(Published in Business Standard today.)
On Wednesday this week, a tribal man in Odissa started walking from a hospital, where his wife had died, towards their village 60-odd kilometres away, carrying her corpse on his shoulder. This wasn’t their tribal custom. It wasn’t a protest. He wasn’t making a point. He simply had no other way of bringing the body home. He didn’t have the wherewithal to negotiate the bureaucracy and fees necessary to avail of an ambulance, and the hospital said it couldn’t help him, so he just wrapped his wife’s body in a cloth and started walking home with his teenaged daughter by his side. They had covered 12km in six hours before someone intervened and summoned an ambulance.
According to various news reports, the hospital denied that it stonewalled Dana Majhi’s requests for help. The district collector said that as soon as she heard, she released Rs 2,000 under a government scheme set up to ensure that the poor can cremate their dead, and why didn’t he wait? The day after the story broke, the Orissa state government finally launched its scheme to make a vehicle available to the poor to transport a body home.
When Majhi set off on his excruciating walk, he wasn’t trying to prove anything, but he did: he proved that even in the face of bereavement, the most natural reflex of Indian officialdom towards the poor is apathy, dismissiveness, denial, severity, passing the buck, finger-pointing, and perhaps a spasm of belated official guilt. It is not attention or service to its people, and it shows an almost pathological inability or unwillingness to empathise. Faced with the distress of the poor, the state either snaps at the sufferer, or shrugs its shoulders, or both. This same Indian officialdom has a completely different natural reflex in the face of money and clout: in that case, it excels at embarrassing servility and unnecessary pomp.
Dana Majhi’s walk home is a shrivelling indictment of our humanity and of our priorities.
The outrage of the week, according to the internet’s most active outrageists, was reserved for the fact that after Defence Minister Manohar Parrikar said that Pakistan is hell, actor and member of parliament Ramya said that Pakistan is not hell. For this, she has has been accused of sedition (because ‘how dare she appreciate enemies of India’). That tells you everything you need to know about how far from rationality we have allowed ourselves to drift. But leave the lunatics aside for a minute.
What strikes me again and again is how, in the face of physical and emotional atrocity, the poor present their cases. I cannot count the number of times I’ve watched a television news report, or a film, in which someone who has lived through the most egregious horror, reports it to the camera with an affect so flattened by shock and grief that they might as well be reading a script about someone halfway around the world. We may be a nation that suckles at the melodrama-filled breast of Bollywood, but our most aggrieved people are deadpan, scorched by horror.
And there are so many horrors. One category is politically engineered. I remember a documentary on the Muzaffarnagar riots of 2013—screened two years ago and since then effectively banned—in which villagers described their experience of the Jat-Muslim violence that preceded the general election of May 2014. Person after person described how their spouse or children or other family members were caught, beaten, stabbed, cut to pieces, doused with petrol and set alight. They pointed to the spots where these things happened, and spoke from a place of such emotional devastation that it could be mistaken for composure.
But another, more pervasive category of horror, is the permanent crisis of dealing with life from a position of abject poverty and disempowerment, and being either swatted away, or entirely ignored, by those whose job it is to help. This is the horror that isn’t tucked neatly away behind a denied certification from the Central Board of Film Certification, but that laps at the door of every home, office, and institution in the country. This is where sufferers of personal loss like Dana Majhi are further bloodied by being denied a little dignity, yet do not have the emotional resources to do anything but simply get on with it.
And the third category of horror is that this is the kind of country we can be: increasingly obsessed with commanding the world’s respect, and still unable to confer any on each other. When we speak of that, it doesn’t matter whether it is melodramatically or with composure. What matters is that we speak of it.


Exercise requirements
I'd like the records transcribed exactly, leaving the images out.

Extracts from a graphics dataset
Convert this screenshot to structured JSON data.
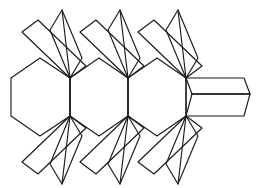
{
  "figure": {
    "title": "Geometric tessellation line drawing",
    "style": {
      "background_color": "#ffffff",
      "stroke_color": "#1a1a1a",
      "stroke_width": 1.15
    },
    "canvas": {
      "width": 258,
      "height": 188
    },
    "geometry": {
      "axis_y_top": 78,
      "axis_y_bottom": 116,
      "node_x": [
        70,
        128,
        186
      ],
      "hexagon": {
        "name": "left-hexagon",
        "points": "11,78 40,58 70,78 70,116 40,136 11,116"
      },
      "cell_hexagons": [
        {
          "name": "cell-hexagon-1",
          "points": "70,78 99,58 128,78 128,116 99,136 70,116"
        },
        {
          "name": "cell-hexagon-2",
          "points": "128,78 157,58 186,78 186,116 157,136 128,116"
        }
      ],
      "arrow_tip": {
        "name": "right-arrow-tip",
        "upper": "186,78 244,78 250,94 192,94",
        "lower": "186,116 244,116 250,94 192,94",
        "spine": "192,94 250,94",
        "tip_x": 250,
        "tip_y": 94
      },
      "top_petals": [
        {
          "name": "top-petal-1",
          "points": "70,78 50,30 62,10 82,58"
        },
        {
          "name": "top-petal-2",
          "points": "70,78 22,32 38,20 86,66"
        },
        {
          "name": "top-petal-3",
          "points": "128,78 108,30 120,10 140,58"
        },
        {
          "name": "top-petal-4",
          "points": "128,78 80,32 96,20 144,66"
        },
        {
          "name": "top-petal-5",
          "points": "186,78 166,30 178,10 198,58"
        },
        {
          "name": "top-petal-6",
          "points": "186,78 138,32 154,20 202,66"
        }
      ],
      "bottom_petals": [
        {
          "name": "bottom-petal-1",
          "points": "70,116 50,164 62,184 82,136"
        },
        {
          "name": "bottom-petal-2",
          "points": "70,116 22,162 38,174 86,128"
        },
        {
          "name": "bottom-petal-3",
          "points": "128,116 108,164 120,184 140,136"
        },
        {
          "name": "bottom-petal-4",
          "points": "128,116 80,162 96,174 144,128"
        },
        {
          "name": "bottom-petal-5",
          "points": "186,116 166,164 178,184 198,136"
        },
        {
          "name": "bottom-petal-6",
          "points": "186,116 138,162 154,174 202,128"
        }
      ],
      "vertical_spines": [
        {
          "name": "spine-top-1",
          "x1": 70,
          "y1": 78,
          "x2": 62,
          "y2": 10
        },
        {
          "name": "spine-top-2",
          "x1": 128,
          "y1": 78,
          "x2": 120,
          "y2": 10
        },
        {
          "name": "spine-top-3",
          "x1": 186,
          "y1": 78,
          "x2": 178,
          "y2": 10
        },
        {
          "name": "spine-bottom-1",
          "x1": 70,
          "y1": 116,
          "x2": 62,
          "y2": 184
        },
        {
          "name": "spine-bottom-2",
          "x1": 128,
          "y1": 116,
          "x2": 120,
          "y2": 184
        },
        {
          "name": "spine-bottom-3",
          "x1": 186,
          "y1": 116,
          "x2": 178,
          "y2": 184
        }
      ],
      "node_connectors": [
        {
          "name": "node-spine-1",
          "x1": 70,
          "y1": 78,
          "x2": 70,
          "y2": 116
        },
        {
          "name": "node-spine-2",
          "x1": 128,
          "y1": 78,
          "x2": 128,
          "y2": 116
        },
        {
          "name": "node-spine-3",
          "x1": 186,
          "y1": 78,
          "x2": 186,
          "y2": 116
        }
      ]
    }
  }
}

Exercise response
Convert this screenshot to structured JSON data.
{
  "figure": {
    "title": "Geometric tessellation line drawing",
    "style": {
      "background_color": "#ffffff",
      "stroke_color": "#1a1a1a",
      "stroke_width": 1.15
    },
    "canvas": {
      "width": 258,
      "height": 188
    },
    "geometry": {
      "axis_y_top": 78,
      "axis_y_bottom": 116,
      "node_x": [
        70,
        128,
        186
      ],
      "hexagon": {
        "name": "left-hexagon",
        "points": "11,78 40,58 70,78 70,116 40,136 11,116"
      },
      "cell_hexagons": [
        {
          "name": "cell-hexagon-1",
          "points": "70,78 99,58 128,78 128,116 99,136 70,116"
        },
        {
          "name": "cell-hexagon-2",
          "points": "128,78 157,58 186,78 186,116 157,136 128,116"
        }
      ],
      "arrow_tip": {
        "name": "right-arrow-tip",
        "upper": "186,78 244,78 250,94 192,94",
        "lower": "186,116 244,116 250,94 192,94",
        "spine": "192,94 250,94",
        "tip_x": 250,
        "tip_y": 94
      },
      "top_petals": [
        {
          "name": "top-petal-1",
          "points": "70,78 50,30 62,10 82,58"
        },
        {
          "name": "top-petal-2",
          "points": "70,78 22,32 38,20 86,66"
        },
        {
          "name": "top-petal-3",
          "points": "128,78 108,30 120,10 140,58"
        },
        {
          "name": "top-petal-4",
          "points": "128,78 80,32 96,20 144,66"
        },
        {
          "name": "top-petal-5",
          "points": "186,78 166,30 178,10 198,58"
        },
        {
          "name": "top-petal-6",
          "points": "186,78 138,32 154,20 202,66"
        }
      ],
      "bottom_petals": [
        {
          "name": "bottom-petal-1",
          "points": "70,116 50,164 62,184 82,136"
        },
        {
          "name": "bottom-petal-2",
          "points": "70,116 22,162 38,174 86,128"
        },
        {
          "name": "bottom-petal-3",
          "points": "128,116 108,164 120,184 140,136"
        },
        {
          "name": "bottom-petal-4",
          "points": "128,116 80,162 96,174 144,128"
        },
        {
          "name": "bottom-petal-5",
          "points": "186,116 166,164 178,184 198,136"
        },
        {
          "name": "bottom-petal-6",
          "points": "186,116 138,162 154,174 202,128"
        }
      ],
      "vertical_spines": [
        {
          "name": "spine-top-1",
          "x1": 70,
          "y1": 78,
          "x2": 62,
          "y2": 10
        },
        {
          "name": "spine-top-2",
          "x1": 128,
          "y1": 78,
          "x2": 120,
          "y2": 10
        },
        {
          "name": "spine-top-3",
          "x1": 186,
          "y1": 78,
          "x2": 178,
          "y2": 10
        },
        {
          "name": "spine-bottom-1",
          "x1": 70,
          "y1": 116,
          "x2": 62,
          "y2": 184
        },
        {
          "name": "spine-bottom-2",
          "x1": 128,
          "y1": 116,
          "x2": 120,
          "y2": 184
        },
        {
          "name": "spine-bottom-3",
          "x1": 186,
          "y1": 116,
          "x2": 178,
          "y2": 184
        }
      ],
      "node_connectors": [
        {
          "name": "node-spine-1",
          "x1": 70,
          "y1": 78,
          "x2": 70,
          "y2": 116
        },
        {
          "name": "node-spine-2",
          "x1": 128,
          "y1": 78,
          "x2": 128,
          "y2": 116
        },
        {
          "name": "node-spine-3",
          "x1": 186,
          "y1": 78,
          "x2": 186,
          "y2": 116
        }
      ]
    }
  }
}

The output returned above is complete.